Spencer Platt | Getty Images

A Federal Reserve interest rate cut won’t be coming until at least September, if at all this year, following a troubling inflation report Wednesday, according to updated market pricing.

Futures markets shifted from the expectation of a June cut and possibly another before the end of the year to no moves until the fall, with a minimal chance of a follow-up before the end of 2025.

“The Fed will see January’s hot inflation print as confirmation that price pressures continue to bubble beneath the economy’s surface,” Bill Adams, chief economist at Comerica, wrote in commentary that echoed others around Wall Street. “That will reinforce the Fed’s inclination to at least slow and possibly even end rate cuts in 2025.”

Reduced optimism for Fed easing came after the January consumer price index report showed a 0.5% monthly gain, pushing the annual inflation rate to 3%, a touch higher than December and only slightly lower than the 3.1% reading in January 2024. Excluding food and energy, the news was even worse, with a 3.3% rate that showed core inflation, which the Fed tends to rely on more even higher, also rising and holding well above the central bank’s goal.

Fed Chair Jerome Powell, in an appearance Wednesday before the House Financial Services Committee, insisted the Fed had made “great progress” on inflation from its cycle peak “but we’re not quite there yet.
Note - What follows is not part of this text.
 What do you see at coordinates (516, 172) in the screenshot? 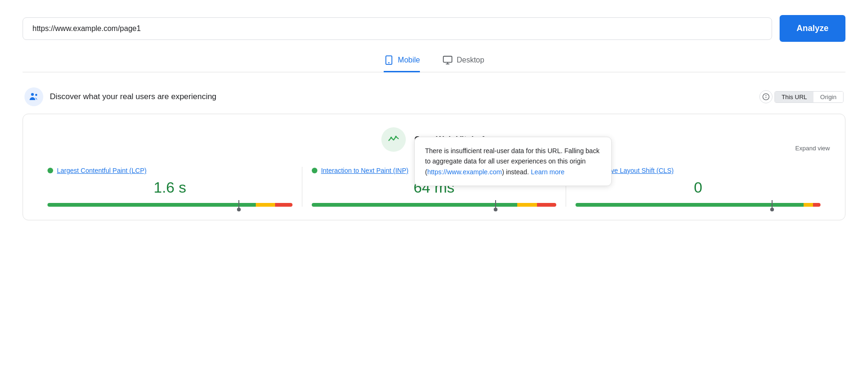
I see `tooltip-text2: ) instead.` at bounding box center [516, 172].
So we want to keep policy restrictive for now.”

As the Fed targets 2% inflation and the report showed no recent progress, it also dimmed hopes that the central bank will view further policy easing as appropriate after it lopped a full percentage point off its benchmark short-term borrowing rate in 2024.

Fed funds futures trading pointed to just a 2.5% chance of a March cut; only 13.2% in May, up to 22.8% in June, then 41.2% in July and finally up to 55.9% in September, according to the CME Group’s FedWatch gauge as of late Wednesday morning. However, that would leave the probability still up in the air until October, when futures contracts pricing implies a 62.1% probability.

Odds of a second cut by the end of 2025 were at just 31.3%, with pricing not indicating another reduction until late 2026. The fed funds rate is currently targeted in a range between 4.25%-4.5%.

The issues raised in the CPI report are not happening in isolation. Policymakers also are watching White House trade policy, with President Donald Trump pushing aggressive tariffs that also could boost prices and complicate the Fed’s desire to get to its goal.

“There is no getting away from the fact that this is a hot report and with the sense that potential tariffs run upside risk for inflation the market is understandably of the view the Federal Reserve is going to find it challenging to justify rate cuts in the near future,” said James Knightley, chief international economist at ING.

While the Fed pays attention to CPI and other similar price measures, its preferred inflation gauge is the personal consumption expenditures index, which the Bureau of Economic Analysis will release later in February. Elements from CPI filter into the PCE reading, and Citigroup said it expects to see core PCE fall to 2.6% for January, a 0.2 percentage point decline from December.